3 We pipe every new sales deal and renewal through a company-wide Slack channel when it closes, so the whole team can see and celebrate. We have channels where we share customer achievements, competitive info, + logistics about the office. Everyone can see what's going on.
4 Every team has an open channel where other teams can ask them questions and engage with them. Teams publish important company-wide work on those channels. Writing to an all-company email DL would feel heavy, but sharing in Slack feels light and accessible.
5 Similarly, I love that it is easy to stay informed about work streams that I am not leading or actively participating in, because I can lurk on channels and use that context to inform work that I am more directly involved with. These are great things.
6 However, as we have grown, reliance on Slack has caused operational problems. There are too many channels, too much information for everyone to be constantly tracking. One of our Textio Principles is “lead with curiosity.” Slack makes it easy to do this, but also easy to drown.
7 With so many channels, it’s not always clear to people what they should pay attention to. No one can get their own work done if they’re monitoring Slack for “context” all day.
8 Furthermore, when a senior leader chimes in on Slack to give an opinion about something, it may not be clear to the real problem owner what they are accountable for. Leading? Following? Responding? The stakes can feel too high. The rightful owner can be disempowered.
9 Speaking only for myself, Slack as a medium accommodates my greatest strength and weakness: I am a very fast creator and consumer of words. I can read everything and interfere with things when I don’t mean to, and before I’m aware that I’ve done so.
10 This can give me deep knowledge of an area before it is appropriate for me to have deep knowledge of it (if it ever even is). That makes it harder for people to let the inherent messiness of invention play out. Some work is not ready for input, but I can still give it.

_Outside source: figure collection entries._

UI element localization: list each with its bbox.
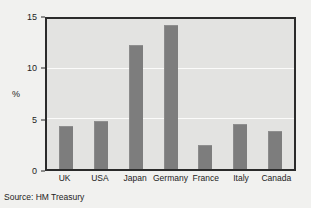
y-axis-title: % <box>12 90 20 99</box>
y-tick-label-0: 0 <box>32 167 37 176</box>
bar-slot-canada <box>257 19 292 169</box>
bar-slot-uk <box>49 19 84 169</box>
chart-figure: % 051015 UKUSAJapanGermanyFranceItalyCan… <box>0 0 311 208</box>
bar-italy[interactable] <box>233 124 247 169</box>
bar-slot-italy <box>223 19 258 169</box>
bar-usa[interactable] <box>94 121 108 169</box>
x-tick-label-uk: UK <box>47 173 82 183</box>
x-tick-label-germany: Germany <box>153 173 188 183</box>
x-tick-label-japan: Japan <box>118 173 153 183</box>
source-note: Source: HM Treasury <box>4 192 84 202</box>
y-tick-label-10: 10 <box>27 64 37 73</box>
y-tick-label-15: 15 <box>27 13 37 22</box>
x-tick-label-usa: USA <box>82 173 117 183</box>
bar-germany[interactable] <box>164 25 178 169</box>
plot-area <box>45 17 296 171</box>
x-tick-label-italy: Italy <box>223 173 258 183</box>
x-tick-label-canada: Canada <box>259 173 294 183</box>
bar-canada[interactable] <box>268 131 282 169</box>
x-axis: UKUSAJapanGermanyFranceItalyCanada <box>45 173 296 189</box>
plot-inner <box>47 19 294 169</box>
bar-uk[interactable] <box>59 126 73 169</box>
bar-slot-usa <box>84 19 119 169</box>
bar-series <box>47 19 294 169</box>
bar-japan[interactable] <box>129 45 143 169</box>
x-tick-label-france: France <box>188 173 223 183</box>
bar-france[interactable] <box>198 145 212 169</box>
bar-slot-france <box>188 19 223 169</box>
y-axis: % 051015 <box>0 17 45 171</box>
bar-slot-japan <box>118 19 153 169</box>
y-tick-label-5: 5 <box>32 115 37 124</box>
bar-slot-germany <box>153 19 188 169</box>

11 Every few weeks, I have to diligently unsubscribe from a bunch of channels so I don’t inadvertently mess with work in progress before it’s ready. That can feel frustrating, like I put myself in a position of getting a diminished signal. But the truth is it works better.
12 Then there’s the “every post is a megaphone” phenomenon. Not every post is ready to be a megaphone. When one well-intentioned person (IC, manager, or executive) posts “I heard a rumor that X; is X true?”
13 Even if X isn’t true, the team now has to deal with the broad perception that X is true, just because someone posted that a it is. That noise takes time and energy that would be better spent elsewhere.

This is tough when an IC does it, and crushing when an executive does.
14 In an email-first culture, people use fewer megaphones because it feels more intrusive to do so. It IS more intrusive to do so. When I write an email that you are on, you specifically get a notification. Not so in Slack! So people use the megaphone more.
15 Because everything is a megaphone, you also end up with the question of who gets a voice. As with any public square, some people are louder, more entitled and confident voices. What about the people who aren't? How are they heard?
16 If you're a confident voice, it can feel like the public square is open to everyone equally. But having equal access to the text box does not mean that people feel equal access to use it.

Slack can amplify the loudest voices + make it even harder for quieter ones to show up.
17 Email is not perfect either, and there is a lot we gain in using Slack. @jensenharris + I have spent a lot of time talking about what an experience would look like that combined these modes into something more manageable. We’re not there today.